The group of red, white and blue reality TV includes America’s Next Top Model, America’s Got Talent and American Idol. Each show promotes the notion that the American system makes it possible for every individual to succeed. In these series, if you perform better than your competition (or the public likes you) you win the chance at a better life.


Downton Abbey is the How the Other Half Lives of period dramas. But rather than inside/outside, upstairs/downstairs emerges as the central division.

The house is everywhere. Whether it ‘s one of the stock movies about haunted houses or in literature such as Sandra Cisneros’ House on Mango Street, it’s clear that the house has another function that transcends its materiality. The house (or rather, mansion) figures prominently on British television, rather like a never ending royal wedding. As urban theorist Anthony King observed;


“Socially, buildings support relationships, provide shelter, express social divisions, permit hierarchies, house institutions, enable the expression of status and authority, embody property relations; spatially, they establish place, define distance, enclose space, differentiate area;culturally, they store sentiment, symbolize meaning, express identity; politically, they symbolize power, represent authority, become an arena for conflict, or a political resource.” (King, Global Cities. Routledge 1990)


The house is thus never a given, an uncultured or objective setting where the lives of the characters happen to take place. It’s rather a force in itself, at once reflecting and shaping value systems that are inherent to society and that are incarnated in individuals themselves. ITV’s Downton Abbey is a perfect case in point, as even the title of the series indicates the importance that the house will come to assume; Downton Abbey is the estate of the Crawley family, inhabited by them and their small army of servants.


How an abandoned mall and some dead dinosaurs may be the key to the mysteries of the universe.

One of the more interesting ontological discussions of late centres around the Simulation Theory. This holds that, given the current rate of technological expansion – specifically, advances in computer animation and modeling—it’s reasonable to assume current humanity is in fact but a simulation being run by a highly advanced future version of ourselves.


There are many obvious issues with this type of assumption re: what happens when humanity gets access to technological wonders, not the least being the existence of iBeer. Even if you postulate an awkward phase future mankind will have outgrown, just why our most potent, wise and reverend descendants would then want to devote enormous amounts of time and resource to re-enabling Internet forums is unclear.


Or, as he says it on air, "Chemical Romance".

Glenn Beck has certainly picked some odd fights in his day.

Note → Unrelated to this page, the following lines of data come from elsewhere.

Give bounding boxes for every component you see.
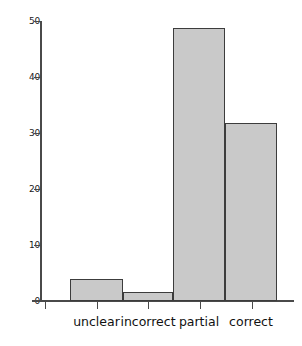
x-tick-mark-0: [45, 302, 46, 309]
bar-partial: [173, 28, 225, 301]
y-tick-mark: [34, 133, 40, 134]
plot-area: 01020304050 unclearincorrectpartialcorre…: [0, 0, 302, 346]
y-axis-line: [40, 21, 42, 302]
bar-incorrect: [123, 292, 173, 301]
x-tick-mark-4: [252, 302, 253, 309]
y-tick-40: 40: [0, 77, 40, 78]
bar-correct: [225, 123, 277, 301]
y-tick-10: 10: [0, 245, 40, 246]
x-tick-mark-1: [97, 302, 98, 309]
bar-chart: 01020304050 unclearincorrectpartialcorre…: [0, 0, 302, 346]
y-tick-50: 50: [0, 21, 40, 22]
x-axis-label-correct: correct: [229, 315, 273, 329]
x-tick-mark-3: [200, 302, 201, 309]
y-tick-20: 20: [0, 189, 40, 190]
y-tick-30: 30: [0, 133, 40, 134]
y-tick-mark: [34, 77, 40, 78]
x-tick-mark-2: [148, 302, 149, 309]
y-tick-mark: [34, 245, 40, 246]
bar-unclear: [70, 279, 123, 301]
y-tick-mark: [34, 189, 40, 190]
x-axis-label-unclear: unclear: [73, 315, 120, 329]
y-tick-mark: [34, 21, 40, 22]
x-axis-label-partial: partial: [179, 315, 219, 329]
x-axis-label-incorrect: incorrect: [120, 315, 175, 329]
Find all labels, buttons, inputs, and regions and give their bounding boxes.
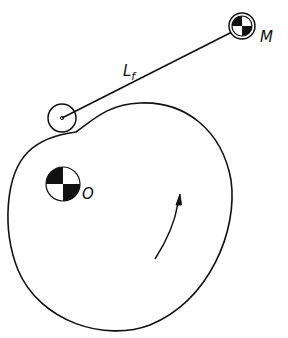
diagram-canvas: M Lf O bbox=[0, 0, 288, 338]
cam-profile bbox=[8, 103, 232, 331]
center-of-mass-m-icon bbox=[229, 13, 255, 39]
link-lf bbox=[62, 32, 232, 118]
label-m: M bbox=[260, 28, 273, 46]
label-lf: Lf bbox=[123, 62, 137, 83]
label-o: O bbox=[82, 185, 94, 203]
center-of-mass-o-icon bbox=[46, 167, 80, 201]
rotation-arrow-icon bbox=[155, 194, 182, 259]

While the Fox News anchor has made targets out of the likes of Van Jones and George Soros to much media commotion, sometimes he does the exact opposite, instead responding to criticism by only criticizing back, whether it be responding to Rep. Anthony Weiner’s allegations of Beck supporting Goldline’s shady business practices by establishing the juvenile WeinerFacts.com or calling Avatar a “Smurf-murdering” movie following James Cameron’s criticisms against him (these latter two attempts are not considered his most successful).